I earn my bread with Pharo Smalltalk. And I use all the modern trappings:

CI with Jenkins Source versioned in Github Unit tests

Used to use Java, C, C++, PHP, and some Tcl/Tk.

Smalltalk is above all of these in terms of pleasure of coding. That's factor number one for me as this is what keeps motivation high.

I've been able to be faster, with less errors, and more features than any of the aforementioned languages once I passed a given experience threshold.

Pharo works nicely with the command line and on headless servers.

One can write text files that are loaded at runtime too, so scripting it fine too.

It would be nice to have a webdav view on an image so that one could have that "files" view and edit things with Vim for example. Well, one can do that already with a git checkout, I am just speaking about doing it on a live image. There are working POCs of that (e.g. Spoon from Craig Latta) and some work is going forward in that direction as well these days.


DabbleDB was written using Seaside, a framework which ran in Squeak (and other Smalltalk implementations).

DabbleDB met with rave reviews. http://press.dabbledb.com/ Within a couple of years the company behind it were bought by Twitter (2010) and DabbleDB closed down. http://en.wikipedia.org/wiki/Dabble_DB Clearly Twitter didn't buy this Smalltalk company because their product was a threat to Twitter.

It may well be that there are hugely successful corporations who are using Smalltalk and keeping quiet about it. Or it may be that being a successful Smalltalk developer is a sign of being a great developer.


You might want to take a look at flow, the full stack framework to make single page applications with Smalltalk https://github.com/flow-stack/flow


Yes, yes and yes but professionally will be hard. Plenty of folks on the pharo list would be happy to help get you started.


Is Pharo the state of the art?


Pharo is the closest thing to a de facto standard. It has a huge following, perhaps even the biggest of all Smalltalk users. It's the reference implementation for Seaside, the best of the Smalltalk web frameworks. It's the reference implementation for Amber, the best of the client-side web tools. I see little reason to consider anything else.


The best part of Pharo is that you get everything from the ground up: VM code, image objects, tools, all is accessible and can be shaped to one's will.

Try to do that with Eclipse or IntelliJ's tools!

This is making one reach an understanding of the computing platform which is very beneficial in terms of mastering one's craft.


No, the state of the art are commercial versions that still persist like VisualWorks, the Smalltalk I used at the university in the early 90's.

http://www.cincomsmalltalk.com/main/products/visualworks/


In open source, yes. And probably also overall. They are even doing iOS targetting, if I remember correctly.

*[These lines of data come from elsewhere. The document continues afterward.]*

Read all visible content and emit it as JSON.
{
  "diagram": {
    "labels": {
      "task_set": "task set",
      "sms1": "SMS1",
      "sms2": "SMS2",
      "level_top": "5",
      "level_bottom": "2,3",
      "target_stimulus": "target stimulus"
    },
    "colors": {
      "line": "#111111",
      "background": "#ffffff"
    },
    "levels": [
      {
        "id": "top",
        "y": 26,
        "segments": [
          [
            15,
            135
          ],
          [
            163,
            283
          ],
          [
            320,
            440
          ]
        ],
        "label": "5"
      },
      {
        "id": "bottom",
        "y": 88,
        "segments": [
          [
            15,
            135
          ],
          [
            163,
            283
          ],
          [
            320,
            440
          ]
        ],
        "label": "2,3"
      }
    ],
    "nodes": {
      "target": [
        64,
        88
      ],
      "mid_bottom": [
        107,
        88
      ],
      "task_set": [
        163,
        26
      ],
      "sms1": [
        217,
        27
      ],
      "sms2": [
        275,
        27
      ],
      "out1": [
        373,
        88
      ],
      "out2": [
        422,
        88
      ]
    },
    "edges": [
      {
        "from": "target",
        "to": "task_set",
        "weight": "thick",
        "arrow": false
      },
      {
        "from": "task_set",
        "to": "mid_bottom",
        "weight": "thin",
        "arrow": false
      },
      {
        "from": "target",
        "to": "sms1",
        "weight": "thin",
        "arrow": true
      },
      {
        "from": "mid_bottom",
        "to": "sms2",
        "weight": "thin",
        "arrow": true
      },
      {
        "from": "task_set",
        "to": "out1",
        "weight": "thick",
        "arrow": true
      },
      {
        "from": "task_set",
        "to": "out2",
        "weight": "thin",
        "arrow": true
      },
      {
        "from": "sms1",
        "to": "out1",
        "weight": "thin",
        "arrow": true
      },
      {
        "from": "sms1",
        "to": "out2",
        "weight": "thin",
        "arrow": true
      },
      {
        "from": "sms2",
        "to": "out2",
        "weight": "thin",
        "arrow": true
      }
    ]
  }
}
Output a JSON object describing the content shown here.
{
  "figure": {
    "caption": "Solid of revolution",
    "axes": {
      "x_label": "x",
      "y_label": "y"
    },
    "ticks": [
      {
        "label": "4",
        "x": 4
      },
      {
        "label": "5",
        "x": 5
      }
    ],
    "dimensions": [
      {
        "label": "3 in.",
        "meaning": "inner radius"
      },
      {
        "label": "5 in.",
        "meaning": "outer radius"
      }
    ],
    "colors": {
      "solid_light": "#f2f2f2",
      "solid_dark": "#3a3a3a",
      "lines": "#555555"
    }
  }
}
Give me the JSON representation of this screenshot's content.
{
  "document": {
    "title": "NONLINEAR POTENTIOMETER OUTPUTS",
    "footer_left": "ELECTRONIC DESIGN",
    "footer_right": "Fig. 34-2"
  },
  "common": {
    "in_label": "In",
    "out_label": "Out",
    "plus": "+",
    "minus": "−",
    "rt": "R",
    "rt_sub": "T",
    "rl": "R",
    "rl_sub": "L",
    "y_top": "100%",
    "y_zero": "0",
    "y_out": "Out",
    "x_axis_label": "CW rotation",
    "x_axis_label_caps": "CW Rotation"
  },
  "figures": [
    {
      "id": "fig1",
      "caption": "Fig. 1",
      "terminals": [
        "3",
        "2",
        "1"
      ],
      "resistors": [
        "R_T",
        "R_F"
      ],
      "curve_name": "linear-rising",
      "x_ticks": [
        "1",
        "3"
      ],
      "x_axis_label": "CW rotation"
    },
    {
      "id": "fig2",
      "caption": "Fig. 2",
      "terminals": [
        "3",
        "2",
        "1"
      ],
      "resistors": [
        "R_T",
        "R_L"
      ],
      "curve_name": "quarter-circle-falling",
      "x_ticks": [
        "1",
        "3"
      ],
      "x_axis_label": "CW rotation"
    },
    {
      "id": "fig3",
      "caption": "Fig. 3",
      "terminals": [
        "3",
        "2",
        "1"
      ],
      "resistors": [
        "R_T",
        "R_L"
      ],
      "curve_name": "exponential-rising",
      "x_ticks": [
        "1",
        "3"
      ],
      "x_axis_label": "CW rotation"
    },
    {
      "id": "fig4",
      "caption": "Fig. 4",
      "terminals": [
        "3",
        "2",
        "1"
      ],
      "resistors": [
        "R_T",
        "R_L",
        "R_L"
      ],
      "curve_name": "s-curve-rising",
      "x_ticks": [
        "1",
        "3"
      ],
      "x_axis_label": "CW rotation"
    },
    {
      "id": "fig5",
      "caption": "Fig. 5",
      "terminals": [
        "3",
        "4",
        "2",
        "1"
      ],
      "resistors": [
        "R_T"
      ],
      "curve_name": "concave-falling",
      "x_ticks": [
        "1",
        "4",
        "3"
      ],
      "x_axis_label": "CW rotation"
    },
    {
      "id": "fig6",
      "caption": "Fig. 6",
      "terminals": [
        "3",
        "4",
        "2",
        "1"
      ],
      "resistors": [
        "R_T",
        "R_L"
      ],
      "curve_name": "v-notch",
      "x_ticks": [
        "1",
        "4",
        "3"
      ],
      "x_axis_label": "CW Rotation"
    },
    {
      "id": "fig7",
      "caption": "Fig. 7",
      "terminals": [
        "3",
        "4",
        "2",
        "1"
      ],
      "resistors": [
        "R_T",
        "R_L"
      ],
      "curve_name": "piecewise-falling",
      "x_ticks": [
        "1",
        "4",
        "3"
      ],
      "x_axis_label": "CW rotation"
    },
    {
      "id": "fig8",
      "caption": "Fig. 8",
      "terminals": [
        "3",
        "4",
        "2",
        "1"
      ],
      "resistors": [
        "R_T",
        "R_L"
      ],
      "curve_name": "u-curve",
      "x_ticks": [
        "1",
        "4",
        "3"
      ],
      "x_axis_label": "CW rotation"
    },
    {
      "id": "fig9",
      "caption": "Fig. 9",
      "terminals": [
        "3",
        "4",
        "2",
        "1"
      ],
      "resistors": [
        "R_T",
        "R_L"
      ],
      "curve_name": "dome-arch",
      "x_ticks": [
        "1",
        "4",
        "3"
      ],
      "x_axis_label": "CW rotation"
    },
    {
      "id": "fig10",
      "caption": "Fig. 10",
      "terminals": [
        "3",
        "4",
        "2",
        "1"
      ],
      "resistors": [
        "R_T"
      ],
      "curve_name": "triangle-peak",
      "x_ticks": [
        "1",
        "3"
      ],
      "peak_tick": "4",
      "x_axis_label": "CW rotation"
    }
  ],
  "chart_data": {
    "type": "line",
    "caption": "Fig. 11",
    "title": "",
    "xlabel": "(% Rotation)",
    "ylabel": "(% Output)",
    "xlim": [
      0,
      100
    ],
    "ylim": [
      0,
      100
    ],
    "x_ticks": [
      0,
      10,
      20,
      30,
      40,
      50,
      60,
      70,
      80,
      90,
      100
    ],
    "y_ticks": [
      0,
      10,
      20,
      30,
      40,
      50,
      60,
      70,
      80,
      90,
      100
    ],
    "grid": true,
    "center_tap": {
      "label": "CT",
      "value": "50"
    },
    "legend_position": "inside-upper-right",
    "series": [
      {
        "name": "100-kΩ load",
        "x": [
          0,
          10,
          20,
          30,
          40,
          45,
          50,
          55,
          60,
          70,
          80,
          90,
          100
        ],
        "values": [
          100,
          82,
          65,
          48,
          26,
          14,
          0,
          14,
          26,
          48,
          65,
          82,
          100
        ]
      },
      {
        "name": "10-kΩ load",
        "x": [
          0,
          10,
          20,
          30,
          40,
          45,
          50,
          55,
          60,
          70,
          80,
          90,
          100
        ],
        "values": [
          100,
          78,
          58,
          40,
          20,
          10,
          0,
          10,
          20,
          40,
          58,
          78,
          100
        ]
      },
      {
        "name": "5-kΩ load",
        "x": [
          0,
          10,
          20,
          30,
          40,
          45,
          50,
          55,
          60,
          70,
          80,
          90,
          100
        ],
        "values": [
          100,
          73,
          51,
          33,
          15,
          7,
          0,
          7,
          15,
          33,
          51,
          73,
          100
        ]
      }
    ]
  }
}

At least many of the commercial Windows implementations (Dolphin?) seem to be a bit dormant.


This, and also I am specifically interested in if you can do modern web development in it, and if playing with smalltalk will result in similar epiphanies that learning multiple functional languages did.


It's hard to embed in your regular flow because of the image based nature. If regular files systems and git(hub) are your thing be prepared for some drastic adjustments.

Also, it is quite slow. But it is definitely worth a look just for the added insights into what programming could be like.


"If regular files systems and git(hub) are your thing be prepared for some drastic adjustments."

Not so with Pharo. And "slow" relative to what? Surely not compared with Ruby or Python, two of HN's darling languages.


Slow? You mean in execution? You can't mean in development!